2023-11-16
Ruby is a language with too much magic and bad performance. To be honest,
the development experience is not quite good for me. When developing Go
or Rust, what I need is a simple language server. But for Ruby, the
language servers don’t work quite well. I have to learn to setup other
tools like ctags
and gtags
to help me navigate the codebase.
To generate tags, ctags
is necessary. It is easy to generate tags by
ctags -R .
. However, I don’t want some files included, such as unit
tests or configurations. I generate tags by the following command.
ctags \
--extras=+qr \
--fields=+aimnzS \
--exclude='db' \
--exclude='spec' \
--languages=Ruby \
-aR .
If the third packages are installed under the project directory, their
tags would be generated together. However, rvm
maintains packages in
extra directories. It is necessary to generate separately. It is
recomended to use gem-ctags and vim-bundler to generate those tags
automatically.
ctags
can only be used to jump to definitions in Vim. I use
gtags-cscope
and pygments
and to get function callers.
gtags
uses a single file gtags.files
to store files which need to be
indexed.
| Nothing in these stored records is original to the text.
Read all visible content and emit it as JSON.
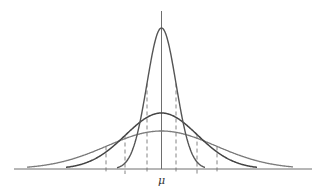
{
  "diagram": {
    "title": "",
    "axis": {
      "center_label": "μ",
      "baseline_y": 169,
      "center_x": 161.5,
      "x_start": 14,
      "x_end": 312,
      "axis_top_y": 11
    },
    "colors": {
      "axis": "#6e6e6e",
      "curve_narrow": "#555555",
      "curve_medium": "#444444",
      "curve_wide": "#7a7a7a",
      "dashed": "#777777"
    },
    "curves": [
      {
        "name": "narrow",
        "sigma": 14.5,
        "height": 141,
        "x_min": 117,
        "x_max": 205
      },
      {
        "name": "medium",
        "sigma": 36,
        "height": 56,
        "x_min": 66,
        "x_max": 257
      },
      {
        "name": "wide",
        "sigma": 54.5,
        "height": 38,
        "x_min": 27,
        "x_max": 293
      }
    ],
    "dashed_lines": [
      {
        "x": 106,
        "curve": "wide"
      },
      {
        "x": 125,
        "curve": "medium"
      },
      {
        "x": 147,
        "curve": "narrow"
      },
      {
        "x": 176,
        "curve": "narrow"
      },
      {
        "x": 197,
        "curve": "medium"
      },
      {
        "x": 217,
        "curve": "wide"
      }
    ]
  }
}
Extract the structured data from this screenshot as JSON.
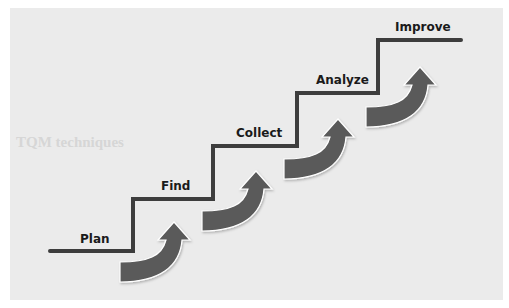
{
  "diagram": {
    "type": "staircase-process",
    "steps": [
      {
        "label": "Plan"
      },
      {
        "label": "Find"
      },
      {
        "label": "Collect"
      },
      {
        "label": "Analyze"
      },
      {
        "label": "Improve"
      }
    ],
    "arrow_count": 4,
    "colors": {
      "stair_line": "#3d3d3d",
      "arrow_fill": "#5a5a5a",
      "arrow_highlight": "#ffffff",
      "panel_background": "#ebebeb",
      "page_background": "#ffffff",
      "label_text": "#1a1a1a"
    }
  },
  "background": {
    "heading": "TQM techniques"
  }
}
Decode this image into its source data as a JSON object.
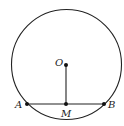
{
  "diagram": {
    "type": "geometry",
    "circle": {
      "cx": 66.5,
      "cy": 64.5,
      "r": 55,
      "stroke": "#222222"
    },
    "points": {
      "O": {
        "label": "O",
        "x": 66,
        "y": 65
      },
      "A": {
        "label": "A",
        "x": 27,
        "y": 104
      },
      "B": {
        "label": "B",
        "x": 104,
        "y": 104
      },
      "M": {
        "label": "M",
        "x": 66,
        "y": 104
      }
    },
    "segments": [
      {
        "from": "A",
        "to": "B"
      },
      {
        "from": "O",
        "to": "M"
      }
    ]
  }
}
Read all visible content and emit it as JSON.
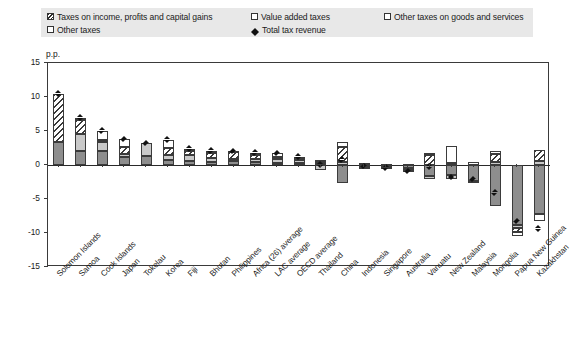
{
  "chart_data": {
    "type": "bar",
    "title": "",
    "subtitle": "",
    "xlabel": "",
    "ylabel": "p.p.",
    "unit_label": "p.p.",
    "ylim": [
      -15,
      15
    ],
    "yticks": [
      15,
      10,
      5,
      0,
      -5,
      -10,
      -15
    ],
    "ytick_labels": [
      "15",
      "10",
      "5",
      "0",
      "-5",
      "-10",
      "-15"
    ],
    "grid": false,
    "stacked": true,
    "legend_position": "top",
    "legend": [
      {
        "key": "income",
        "label": "Taxes on income, profits and capital gains",
        "swatch": "hatched-diagonal"
      },
      {
        "key": "vat",
        "label": "Value added taxes",
        "swatch": "mid-gray"
      },
      {
        "key": "othergs",
        "label": "Other taxes on goods and services",
        "swatch": "light-gray"
      },
      {
        "key": "other",
        "label": "Other taxes",
        "swatch": "white"
      },
      {
        "key": "total",
        "label": "Total tax revenue",
        "swatch": "black-diamond"
      }
    ],
    "categories": [
      "Solomon Islands",
      "Samoa",
      "Cook Islands",
      "Japan",
      "Tokelau",
      "Korea",
      "Fiji",
      "Bhutan",
      "Philippines",
      "Africa (26) average",
      "LAC average",
      "OECD average",
      "Thailand",
      "China",
      "Indonesia",
      "Singapore",
      "Australia",
      "Vanuatu",
      "New Zealand",
      "Malaysia",
      "Mongolia",
      "Papua New Guinea",
      "Kazakhstan"
    ],
    "series": [
      {
        "name": "Taxes on income, profits and capital gains",
        "key": "income",
        "values": [
          7.0,
          2.1,
          0.3,
          1.1,
          0.0,
          1.1,
          0.6,
          0.7,
          1.0,
          0.5,
          0.3,
          0.3,
          0.2,
          2.3,
          0.0,
          -0.2,
          -0.3,
          1.4,
          0.3,
          -0.2,
          1.1,
          -0.6,
          1.6
        ]
      },
      {
        "name": "Value added taxes",
        "key": "vat",
        "values": [
          3.4,
          2.1,
          2.0,
          1.2,
          1.3,
          0.8,
          0.6,
          0.5,
          0.6,
          0.4,
          0.3,
          0.3,
          0.2,
          -2.6,
          -0.3,
          -0.2,
          -0.5,
          -1.6,
          -1.5,
          -2.3,
          -6.1,
          -8.8,
          -7.2
        ]
      },
      {
        "name": "Other taxes on goods and services",
        "key": "othergs",
        "values": [
          0.0,
          2.4,
          1.4,
          0.4,
          1.9,
          0.6,
          0.9,
          0.6,
          0.3,
          0.5,
          0.6,
          0.4,
          -0.7,
          0.4,
          -0.2,
          -0.1,
          -0.2,
          -0.5,
          -0.6,
          -0.1,
          0.5,
          -0.4,
          0.6
        ]
      },
      {
        "name": "Other taxes",
        "key": "other",
        "values": [
          0.0,
          0.3,
          1.3,
          1.1,
          0.0,
          1.2,
          0.3,
          0.3,
          0.1,
          0.4,
          0.5,
          0.2,
          0.3,
          0.7,
          0.3,
          0.1,
          0.1,
          0.4,
          2.5,
          0.5,
          0.5,
          -0.6,
          -1.1
        ]
      }
    ],
    "total_tax_revenue": {
      "name": "Total tax revenue",
      "marker": "diamond",
      "values": [
        10.5,
        6.9,
        5.0,
        3.8,
        3.2,
        3.7,
        2.4,
        2.1,
        2.0,
        1.8,
        1.7,
        1.2,
        0.0,
        0.8,
        -0.2,
        -0.4,
        -0.9,
        -0.3,
        -1.8,
        -2.1,
        -4.1,
        -8.3,
        -9.4
      ]
    }
  }
}
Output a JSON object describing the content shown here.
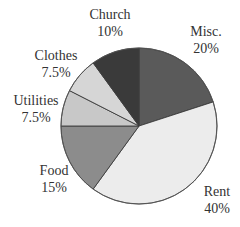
{
  "chart_data": {
    "type": "pie",
    "title": "",
    "start_angle_deg": 0,
    "direction": "clockwise",
    "slices": [
      {
        "label": "Misc.",
        "value": 20,
        "display": "20%",
        "color": "#5a5a5a"
      },
      {
        "label": "Rent",
        "value": 40,
        "display": "40%",
        "color": "#ececec"
      },
      {
        "label": "Food",
        "value": 15,
        "display": "15%",
        "color": "#8c8c8c"
      },
      {
        "label": "Utilities",
        "value": 7.5,
        "display": "7.5%",
        "color": "#c8c8c8"
      },
      {
        "label": "Clothes",
        "value": 7.5,
        "display": "7.5%",
        "color": "#d6d6d6"
      },
      {
        "label": "Church",
        "value": 10,
        "display": "10%",
        "color": "#3a3a3a"
      }
    ],
    "legend": "none (labels placed outside slices)"
  },
  "labels": {
    "misc": {
      "name": "Misc.",
      "pct": "20%"
    },
    "rent": {
      "name": "Rent",
      "pct": "40%"
    },
    "food": {
      "name": "Food",
      "pct": "15%"
    },
    "utilities": {
      "name": "Utilities",
      "pct": "7.5%"
    },
    "clothes": {
      "name": "Clothes",
      "pct": "7.5%"
    },
    "church": {
      "name": "Church",
      "pct": "10%"
    }
  }
}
I use fd
to generate the file and then generate tags.
fd -e rb -E 'spec' -E 'db' > gtags.files
export GTAGSLABEL=native-pygments
gtags -i
By default, gtags
uses /usr/local/share/gtags/gtags.conf
. However,
the config file is located in /usr/share/gtags/gtags.conf
in Arch
Linux. Thus gtags
cannot find configurations and then cannot use
native-pygments
. Besides, the default conig uses etags
instead of
ctags
.
To make gtags
use native-pygments
in Arch Linux, I copy the config
file to the home directory and modify it manually. It doesn’t cost
lots of effort to do that. It can also be placed in the project
directory with the filename gtags.conf
if users don’t want to make
home directory messy.
Homebrew maintains a modified gtags.conf
so the following operation is
not required in macOS.
sed 's/etags/ctags/g' /usr/share/gtags/gtags.conf > "$HOME/.globalrc"
ctags
and gtags
would generate some files in the working directory.
It would be better to ignore them when using git. Add the following
lines in the global ignore file.
# ~/.config/git/ignore
tags
GTAGS
GRTAGS
GPATH
gtags.conf
gtags.files
The post doesn’t include any content of how to use tags in vim. It can
be found by :h tag-comands
and :h cscope-suggestion
easily. The only
difference is that I use gtags-cscope
and GTAGS
instead of cscope
and cscope.out
. An extra configuration is required:
if executable('gtags-cscope')
let &csprg = 'gtags-cscope'
endif
Now, I have a swift and functional navigation.